On Wed, Jul 12, 2006 at 03:51:53PM -0400, Bob Rogers wrote:
>    From: Leopold Toetsch <[EMAIL PROTECTED]>
>    Date: Wed, 12 Jul 2006 21:15:44 +0200
> 
>    On Wed, Jul 12, 2006 at 01:27:24PM -0500, Patrick R. Michaud wrote:
>    > The perl6 compiler has a custom string type, currently called 
>    > "Perl6Str".  What's the canonically correct mechanism for creating 
>    > an object of that type?
>    > 
>    >     $P0 = new 'Perl6Str'
>    >     $P0 = new .Perl6Str
>    >     $P0 = new [ 'Perl6Str' ]
> 
>    2) only works, *if* the lib, which defines that type is already
>       loaded (via :immediate/loadlib or .loadlib), because it's
>       translated to new_p_ic, i.e. the type name is converted to
>       a type number at compile time, which speeds up run time
>       object creation.
> 
> So the type is bound to a number in the .pbc?  Isn't this dangerous for
> types that are not built in?  Couldn't this number mean something
> different if libraries happen to get loaded in a different order?
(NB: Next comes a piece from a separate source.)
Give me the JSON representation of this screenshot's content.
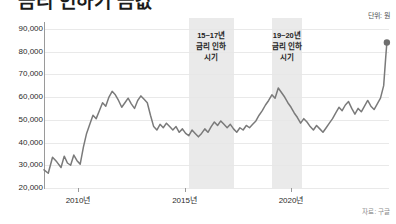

IIUC, the type is bound to a number in the .pbc only for the second 
form (.Perl6Str).  And yes, it is dangerous for the non-built-in types, 
which is why I think the note in DEPRECATED.pod is likewise dangerous:

    =item Class name IDs
    ... will require a dot in front
      $P0 = new Integer               => $P0 = new .Integer

AFAICT, the only safe form for the non-builtin types is to use
a string, a key, or the separate find_type lookup...which is what
prompted my original question in this thread about which form 
is canonically (and operationally) correct.